- Ken Griffin fears rapid AI progress will disrupt high-skilled jobs, not just entry-level
- AI productivity has surged significantly in the last nine months, impacting advanced roles
- Griffin witnessed AI automating complex tasks done by experts within his own hedge fund
"I went home one Friday, actually fairly depressed by this (rapid AI progress) because you could just see how this was going to have such a dramatic impact on society," Citadel Founder and CEO Ken Griffin recently shared during a conversation at the Stanford Business School.
Griffin is widely considered one of the most powerful and influential leaders in modern finance. The boss of the most profitable hedge fund in history said the rapid progress AI has made in the last few months has him worried as there are clear signs that AI can execute in days what would take a high-value human months.
"In the last few months, there has been a step change function in the productivity of the AI toolkit. It is profoundly more powerful than it was just nine months ago."
The billionaire hedge fund boss is not alone in voicing concerns about AI's social impact. Anthropic co-founder and CEO Dario Amodei has repeatedly warned that increasingly capable AI systems could cause significant disruption to society.
Also read: Humans May Lose Control As AI Starts Building Itself, Warns Anthropic
Griffin went on to add that he's witnessing the rapid change play out at his own organisation, adding that these are not just mid-tier white collar jobs where the disruption is taking place.
"Work that we would usually do with people with masters and PhDs in finance over the course of weeks or months, being done by AI agents over the course of hours or days. So these are not mid-tier white-collar jobs. These are like extraordinarily high-skilled jobs being automated by agentic AI," he said.
Simply put, Agentic AI is an autonomous form of AI where the system can plan and execute tasks by itself without any human guidance or intervention.
As AI is getting more capable with each passing day it is moving from being an assistive technology to an autonomous technology where it does not need humans.
The Rude Jolt
Till recently, Griffin was of the view that Wall Street's AI boosterism was "garbage". Just earlier this year at a panel of the World Economic Forum in Davos, he said that while AI might look impressive on the surface, the moment you dig beneath it, "it's all garbage."
The turning point came after Griffin saw first-hand the kind of rapid AI deployment and productivity surge that was taking place at his own company. "When you witness it in your own four walls, when you see work that used to be man-years of work being done in days or weeks, it's like, wow, that's the first time I've seen real impact in our four walls," he said.
Rajeev Rastogi, Vice President, Machine Learning at Amazon, one of the most respected names in AI in India and globally had told this writer earlier this year that a lot of the work across companies would be replaced by AI. "Today we do a lot of things in every company that are done manually. It will all be replaced by AI so it could be the same use case but also doing it with a lot less cost and with a lot less effort."
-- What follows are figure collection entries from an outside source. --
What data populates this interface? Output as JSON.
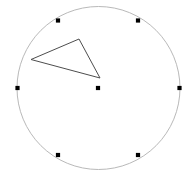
{
  "figure": {
    "width": 192,
    "height": 178,
    "background_color": "#ffffff"
  },
  "chart_data": {
    "type": "scatter",
    "title": "",
    "subtitle": "",
    "xlabel": "",
    "ylabel": "",
    "xlim": [
      0,
      192
    ],
    "ylim": [
      0,
      178
    ],
    "grid": false,
    "legend": null,
    "annotations": [],
    "tick_labels": {
      "x": [],
      "y": []
    },
    "circle": {
      "label": "outer-circle",
      "center_x": 98.5,
      "center_y": 88,
      "radius": 81.5,
      "stroke_color": "#b9b9b9",
      "stroke_width": 1,
      "fill": "none"
    },
    "points": [
      {
        "label": "center-point",
        "x": 98,
        "y": 88,
        "size": 4.2,
        "color": "#000000",
        "on_circle": false
      },
      {
        "label": "boundary-point-upper-left",
        "x": 58,
        "y": 20.5,
        "size": 4.2,
        "color": "#000000",
        "on_circle": true
      },
      {
        "label": "boundary-point-upper-right",
        "x": 138,
        "y": 20.5,
        "size": 4.2,
        "color": "#000000",
        "on_circle": true
      },
      {
        "label": "boundary-point-left",
        "x": 17.5,
        "y": 88,
        "size": 4.2,
        "color": "#000000",
        "on_circle": true
      },
      {
        "label": "boundary-point-right",
        "x": 179.5,
        "y": 88,
        "size": 4.2,
        "color": "#000000",
        "on_circle": true
      },
      {
        "label": "boundary-point-lower-left",
        "x": 58,
        "y": 155,
        "size": 4.2,
        "color": "#000000",
        "on_circle": true
      },
      {
        "label": "boundary-point-lower-right",
        "x": 138,
        "y": 155,
        "size": 4.2,
        "color": "#000000",
        "on_circle": true
      }
    ],
    "polygons": [
      {
        "label": "triangle",
        "vertices": [
          {
            "x": 31,
            "y": 59.5
          },
          {
            "x": 79,
            "y": 39
          },
          {
            "x": 100,
            "y": 78
          }
        ],
        "stroke_color": "#4d4d4d",
        "stroke_width": 1,
        "fill": "none"
      }
    ]
  }
}
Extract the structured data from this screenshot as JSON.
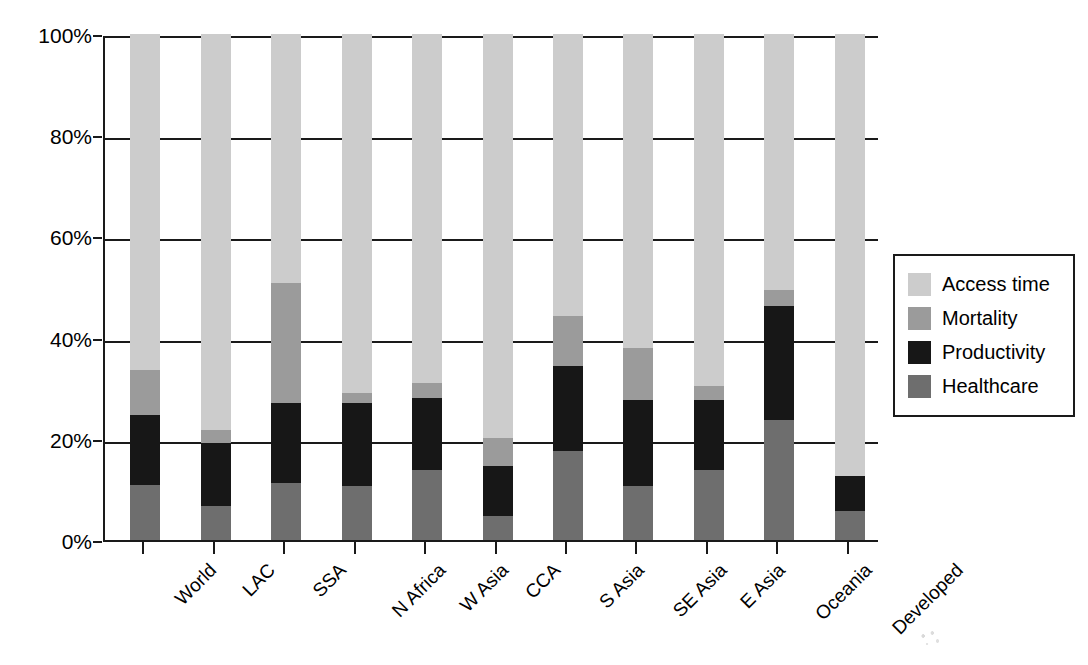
{
  "chart_data": {
    "type": "bar",
    "subtype": "stacked-100-percent",
    "title": "",
    "xlabel": "",
    "ylabel": "",
    "ylim": [
      0,
      100
    ],
    "y_tick_labels": [
      "100%",
      "80%",
      "60%",
      "40%",
      "20%",
      "0%"
    ],
    "y_ticks": [
      100,
      80,
      60,
      40,
      20,
      0
    ],
    "grid": true,
    "legend_position": "right",
    "categories": [
      "World",
      "LAC",
      "SSA",
      "N Africa",
      "W Asia",
      "CCA",
      "S Asia",
      "SE Asia",
      "E Asia",
      "Oceania",
      "Developed"
    ],
    "series": [
      {
        "name": "Healthcare",
        "color": "#6e6e6e",
        "values": [
          10.9,
          6.7,
          11.3,
          10.7,
          13.9,
          4.7,
          17.6,
          10.7,
          13.9,
          23.7,
          5.7
        ]
      },
      {
        "name": "Productivity",
        "color": "#171717",
        "values": [
          13.8,
          12.5,
          15.8,
          16.4,
          14.2,
          9.9,
          16.8,
          17.0,
          13.8,
          22.5,
          6.9
        ]
      },
      {
        "name": "Mortality",
        "color": "#9b9b9b",
        "values": [
          8.9,
          2.6,
          23.7,
          2.0,
          3.0,
          5.5,
          9.9,
          10.3,
          2.8,
          3.2,
          0.0
        ]
      },
      {
        "name": "Access time",
        "color": "#cccccc",
        "values": [
          66.4,
          78.2,
          49.2,
          70.9,
          68.9,
          79.9,
          55.7,
          62.0,
          69.5,
          50.6,
          87.4
        ]
      }
    ],
    "legend_entries": [
      {
        "label": "Access time",
        "color": "#cccccc"
      },
      {
        "label": "Mortality",
        "color": "#9b9b9b"
      },
      {
        "label": "Productivity",
        "color": "#171717"
      },
      {
        "label": "Healthcare",
        "color": "#6e6e6e"
      }
    ]
  }
}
Ankur Nigam, Managing Partner, Dumbledore Consulting, a veteran of the finance industry who's been at the intersection of tech and finance for over 20 years, told NDTV that it's natural for business leaders to feel torn and "depressed" in a scenario such as this.
"The fact that AI can make 80 people redundant in a team of 100 is a no-brainer decision to make from a financial perspective. But the fact that the manager knows their family scenario and how badly some of them need the job is something AI will probably never be able to handle," Nigam said, as industries across the world push to increasingly automate to cut costs and increase productivity.
Hope For Humans
Nigam added that it's the "autonomy" part without human layers which is the real concern.
"While AI will take into account the obvious factors and data, the missing element, at least in the foreseeable future, will be the human angle."
Amazon's Rastogi agrees: "You can't just trust AI. There has to be a lot of human oversight because AI models do hallucinate, they are not perfect."
Rastogi firmly believes just as many jobs disappear because of AI, many other new jobs would be born too.
"AI is definitely a disruptive technology, there is no question about it. It's at the same level of the internet or the steam engine before that, cars... every time there is a disruptive technology new jobs get created," he said.